"And now who wants to become a physicist too?”
MPQ Girls' Day 2021. Capturing atoms with laser light – one day in the world of quantum optics.
„We need you,“ doctoral student Sarah Hirthe emphasises at the end of her talk addressed to the 20 girls participating in the MPQ Girls' Day 2021. “That’s why I hope that some of you will agree after today that being a physicist is an amazing job!” More and more women choose a career in the sciences. The Girls Day initiative wants to support this trend and show girls as early as ages 11 to 16 just how fascinating and interesting – and, above all, female! – sciences, such as physics, can be.
For the Girls' Day 2021, the MPQ has come up with a varied digital programme that allows the 20 participants to gain insight into various aspects of the work and tasks at MPQ. For example, a tour in a real lab at the Department for Quantum Many-Body Systems where the girls get to see the complicated set-up of experiments consisting of several thousand components. Equally impressive are the protective goggles that Sarah and her colleagues have to don in order to protect themselves from the invasive laser light. And, naturally, there is also much to learn and see at the MPQ student lab PhotonLab where Silke Stähler-Schöpf captures polystyrene globules with laser light in the “optical tweezer” experiment, or demonstrates how lasers work and how they are set up.
At all events, all the girls know the right answer to the final question of the Kahoot! Quiz “What are female physicists like?” They are versatile, smart and important, of course! And when asked whether they would consider becoming a physicist after MPQ Girls' Day, several hands go up. Maybe we’ll see one or the other again, at the Physics national competition, for example, or at the MPQ student lab.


## What is expected
Would you output the following records verbatim and skip the images in them?

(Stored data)
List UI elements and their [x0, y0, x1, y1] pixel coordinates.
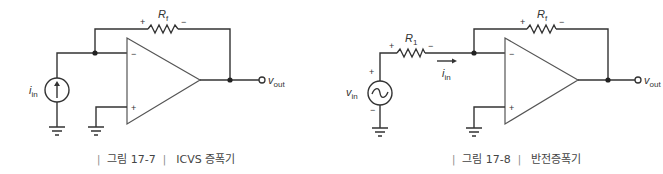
opamp-noninverting-sign: + — [131, 103, 136, 113]
feedback-resistor-rf — [148, 25, 178, 33]
opamp-inverting-sign: − — [509, 49, 514, 59]
vout-label: vout — [644, 74, 661, 89]
sine-wave-icon — [372, 89, 388, 98]
iin-label: iin — [29, 84, 38, 99]
rf-label: Rf — [158, 8, 169, 23]
junction-dot — [605, 77, 610, 82]
vin-minus-sign: − — [370, 105, 375, 115]
r1-label: R1 — [405, 32, 418, 47]
opamp-triangle — [127, 38, 200, 124]
output-terminal-icon — [635, 77, 641, 83]
vout-label: vout — [268, 74, 285, 89]
rf-plus-sign: + — [140, 17, 145, 27]
figure-caption: | 그림 17-7 | ICVS 증폭기 — [97, 149, 235, 166]
junction-dot — [227, 77, 232, 82]
figure-caption: | 그림 17-8 | 반전증폭기 — [452, 149, 581, 166]
iin-label: iin — [442, 67, 451, 82]
rf-minus-sign: − — [559, 17, 564, 27]
rf-plus-sign: + — [520, 17, 525, 27]
r1-minus-sign: − — [428, 41, 433, 51]
figure-inverting-amplifier: R1 + − iin + − vin Rf + − − + — [346, 8, 661, 166]
noninverting-input-wire — [474, 107, 505, 128]
noninverting-input-wire — [96, 107, 127, 127]
vin-label: vin — [346, 86, 358, 101]
ground-icon — [372, 128, 388, 136]
opamp-inverting-sign: − — [131, 49, 136, 59]
output-terminal-icon — [259, 77, 265, 83]
rf-minus-sign: − — [181, 17, 186, 27]
feedback-resistor-rf — [527, 25, 556, 33]
circuit-diagrams: Rf + − iin − + vout | 그림 17-7 — [0, 0, 663, 174]
opamp-triangle — [505, 38, 578, 124]
rf-label: Rf — [537, 8, 548, 23]
ground-icon — [466, 128, 482, 136]
figure-icvs-amplifier: Rf + − iin − + vout | 그림 17-7 — [29, 8, 285, 166]
r1-plus-sign: + — [389, 41, 394, 51]
ground-icon — [88, 127, 104, 135]
junction-dot — [92, 50, 97, 55]
ground-icon — [49, 127, 65, 135]
input-resistor-r1 — [397, 49, 425, 57]
opamp-noninverting-sign: + — [509, 103, 514, 113]
junction-dot — [471, 50, 476, 55]
inverting-input-wire — [57, 53, 127, 78]
vin-plus-sign: + — [369, 67, 374, 77]
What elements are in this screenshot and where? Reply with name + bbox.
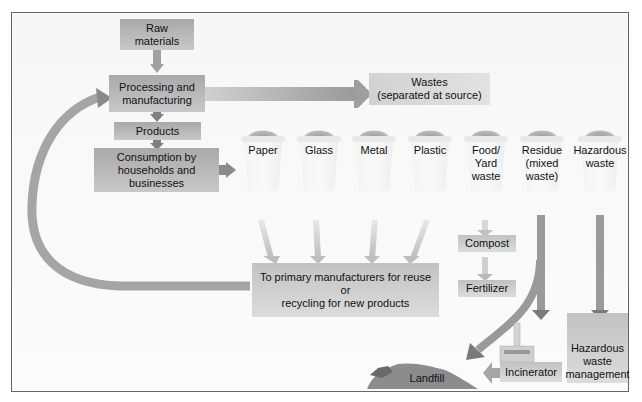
bin-residue: Residue (mixed waste) [520, 130, 564, 190]
bin-plastic: Plastic [408, 130, 452, 190]
incinerator-box: Incinerator [500, 362, 562, 382]
bin-label: Plastic [402, 144, 458, 157]
hazardous-management-box: Hazardous waste management [567, 313, 628, 383]
landfill-label: Landfill [402, 371, 452, 386]
compost-box: Compost [458, 235, 516, 252]
recycling-box: To primary manufacturers for reuse or re… [252, 263, 439, 317]
consumption-box: Consumption by households and businesses [94, 148, 219, 192]
products-box: Products [114, 122, 201, 140]
fertilizer-box: Fertilizer [458, 280, 516, 297]
bin-food-yard: Food/ Yard waste [464, 130, 508, 190]
bin-label: Residue (mixed waste) [514, 144, 570, 183]
wastes-box: Wastes (separated at source) [369, 73, 490, 105]
bin-label: Food/ Yard waste [458, 144, 514, 183]
bin-hazardous: Hazardous waste [578, 130, 622, 190]
bin-label: Metal [346, 144, 402, 157]
flow-arrows [0, 0, 642, 402]
processing-box: Processing and manufacturing [109, 75, 205, 112]
bin-glass: Glass [297, 130, 341, 190]
bin-label: Hazardous waste [572, 144, 628, 170]
bin-label: Glass [291, 144, 347, 157]
bin-paper: Paper [241, 130, 285, 190]
bin-label: Paper [235, 144, 291, 157]
raw-materials-box: Raw materials [120, 19, 194, 50]
bin-metal: Metal [352, 130, 396, 190]
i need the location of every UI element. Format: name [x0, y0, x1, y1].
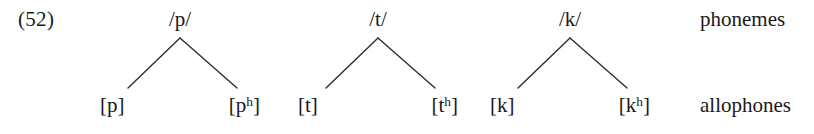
allophone-label-t-aspirated: [th]	[431, 95, 458, 116]
allophone-label-k-plain: [k]	[490, 95, 515, 116]
allophone-base: [p	[229, 93, 247, 117]
phoneme-allophone-diagram: (52) /p/ [p] [ph] /t/ [t] [th] /k/ [k] […	[0, 0, 814, 134]
allophone-label-t-plain: [t]	[298, 95, 318, 116]
row-label-phonemes: phonemes	[700, 9, 785, 30]
branch-lines-t	[298, 34, 458, 92]
phoneme-label-t: /t/	[298, 9, 458, 30]
branch-lines-k	[490, 34, 650, 92]
tree-phoneme-t: /t/ [t] [th]	[298, 0, 458, 134]
allophone-label-k-aspirated: [kh]	[619, 95, 650, 116]
allophone-close: ]	[451, 93, 458, 117]
example-number: (52)	[18, 9, 54, 30]
tree-phoneme-k: /k/ [k] [kh]	[490, 0, 650, 134]
allophone-base: [k	[619, 93, 637, 117]
allophone-label-p-aspirated: [ph]	[229, 95, 260, 116]
allophone-close: ]	[643, 93, 650, 117]
allophone-base: [t	[431, 93, 444, 117]
aspiration-superscript: h	[636, 94, 643, 109]
row-label-allophones: allophones	[700, 95, 791, 116]
aspiration-superscript: h	[246, 94, 253, 109]
phoneme-label-p: /p/	[100, 9, 260, 30]
tree-phoneme-p: /p/ [p] [ph]	[100, 0, 260, 134]
allophone-label-p-plain: [p]	[100, 95, 125, 116]
phoneme-label-k: /k/	[490, 9, 650, 30]
branch-lines-p	[100, 34, 260, 92]
aspiration-superscript: h	[444, 94, 451, 109]
allophone-close: ]	[253, 93, 260, 117]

## Result
List UI elements and their [x0, y0, x1, y1] pixel coordinates.
opamp-noninverting-sign: + — [131, 103, 136, 113]
feedback-resistor-rf — [148, 25, 178, 33]
opamp-inverting-sign: − — [509, 49, 514, 59]
vout-label: vout — [644, 74, 661, 89]
sine-wave-icon — [372, 89, 388, 98]
iin-label: iin — [29, 84, 38, 99]
rf-label: Rf — [158, 8, 169, 23]
junction-dot — [605, 77, 610, 82]
vin-minus-sign: − — [370, 105, 375, 115]
r1-label: R1 — [405, 32, 418, 47]
opamp-triangle — [127, 38, 200, 124]
output-terminal-icon — [635, 77, 641, 83]
vout-label: vout — [268, 74, 285, 89]
rf-plus-sign: + — [140, 17, 145, 27]
figure-caption: | 그림 17-7 | ICVS 증폭기 — [97, 149, 235, 166]
junction-dot — [227, 77, 232, 82]
figure-caption: | 그림 17-8 | 반전증폭기 — [452, 149, 581, 166]
iin-label: iin — [442, 67, 451, 82]
rf-minus-sign: − — [559, 17, 564, 27]
rf-plus-sign: + — [520, 17, 525, 27]
r1-minus-sign: − — [428, 41, 433, 51]
figure-inverting-amplifier: R1 + − iin + − vin Rf + − − + — [346, 8, 661, 166]
noninverting-input-wire — [474, 107, 505, 128]
noninverting-input-wire — [96, 107, 127, 127]
vin-label: vin — [346, 86, 358, 101]
ground-icon — [372, 128, 388, 136]
opamp-inverting-sign: − — [131, 49, 136, 59]
output-terminal-icon — [259, 77, 265, 83]
rf-minus-sign: − — [181, 17, 186, 27]
feedback-resistor-rf — [527, 25, 556, 33]
circuit-diagrams: Rf + − iin − + vout | 그림 17-7 — [0, 0, 663, 174]
opamp-triangle — [505, 38, 578, 124]
rf-label: Rf — [537, 8, 548, 23]
ground-icon — [466, 128, 482, 136]
figure-icvs-amplifier: Rf + − iin − + vout | 그림 17-7 — [29, 8, 285, 166]
r1-plus-sign: + — [389, 41, 394, 51]
ground-icon — [88, 127, 104, 135]
junction-dot — [92, 50, 97, 55]
ground-icon — [49, 127, 65, 135]
input-resistor-r1 — [397, 49, 425, 57]
opamp-noninverting-sign: + — [509, 103, 514, 113]
junction-dot — [471, 50, 476, 55]
inverting-input-wire — [57, 53, 127, 78]
vin-plus-sign: + — [369, 67, 374, 77]
What elements are in this screenshot and where? Reply with name + bbox.
bin-residue: Residue (mixed waste) [520, 130, 564, 190]
bin-plastic: Plastic [408, 130, 452, 190]
incinerator-box: Incinerator [500, 362, 562, 382]
bin-label: Plastic [402, 144, 458, 157]
hazardous-management-box: Hazardous waste management [567, 313, 628, 383]
landfill-label: Landfill [402, 371, 452, 386]
compost-box: Compost [458, 235, 516, 252]
recycling-box: To primary manufacturers for reuse or re… [252, 263, 439, 317]
consumption-box: Consumption by households and businesses [94, 148, 219, 192]
products-box: Products [114, 122, 201, 140]
fertilizer-box: Fertilizer [458, 280, 516, 297]
bin-food-yard: Food/ Yard waste [464, 130, 508, 190]
bin-label: Residue (mixed waste) [514, 144, 570, 183]
wastes-box: Wastes (separated at source) [369, 73, 490, 105]
bin-label: Food/ Yard waste [458, 144, 514, 183]
bin-hazardous: Hazardous waste [578, 130, 622, 190]
bin-label: Metal [346, 144, 402, 157]
flow-arrows [0, 0, 642, 402]
processing-box: Processing and manufacturing [109, 75, 205, 112]
bin-glass: Glass [297, 130, 341, 190]
bin-label: Hazardous waste [572, 144, 628, 170]
bin-label: Glass [291, 144, 347, 157]
bin-paper: Paper [241, 130, 285, 190]
bin-label: Paper [235, 144, 291, 157]
raw-materials-box: Raw materials [120, 19, 194, 50]
bin-metal: Metal [352, 130, 396, 190]
i need the location of every UI element. Format: name [x0, y0, x1, y1].
allophone-label-t-aspirated: [th]	[431, 95, 458, 116]
allophone-label-k-plain: [k]	[490, 95, 515, 116]
allophone-base: [p	[229, 93, 247, 117]
phoneme-allophone-diagram: (52) /p/ [p] [ph] /t/ [t] [th] /k/ [k] […	[0, 0, 814, 134]
allophone-label-t-plain: [t]	[298, 95, 318, 116]
row-label-phonemes: phonemes	[700, 9, 785, 30]
branch-lines-t	[298, 34, 458, 92]
phoneme-label-t: /t/	[298, 9, 458, 30]
branch-lines-k	[490, 34, 650, 92]
tree-phoneme-t: /t/ [t] [th]	[298, 0, 458, 134]
allophone-label-k-aspirated: [kh]	[619, 95, 650, 116]
allophone-close: ]	[451, 93, 458, 117]
example-number: (52)	[18, 9, 54, 30]
tree-phoneme-k: /k/ [k] [kh]	[490, 0, 650, 134]
allophone-base: [k	[619, 93, 637, 117]
allophone-label-p-aspirated: [ph]	[229, 95, 260, 116]
allophone-close: ]	[643, 93, 650, 117]
allophone-base: [t	[431, 93, 444, 117]
aspiration-superscript: h	[636, 94, 643, 109]
row-label-allophones: allophones	[700, 95, 791, 116]
aspiration-superscript: h	[246, 94, 253, 109]
phoneme-label-p: /p/	[100, 9, 260, 30]
tree-phoneme-p: /p/ [p] [ph]	[100, 0, 260, 134]
allophone-label-p-plain: [p]	[100, 95, 125, 116]
phoneme-label-k: /k/	[490, 9, 650, 30]
branch-lines-p	[100, 34, 260, 92]
aspiration-superscript: h	[444, 94, 451, 109]
allophone-close: ]	[253, 93, 260, 117]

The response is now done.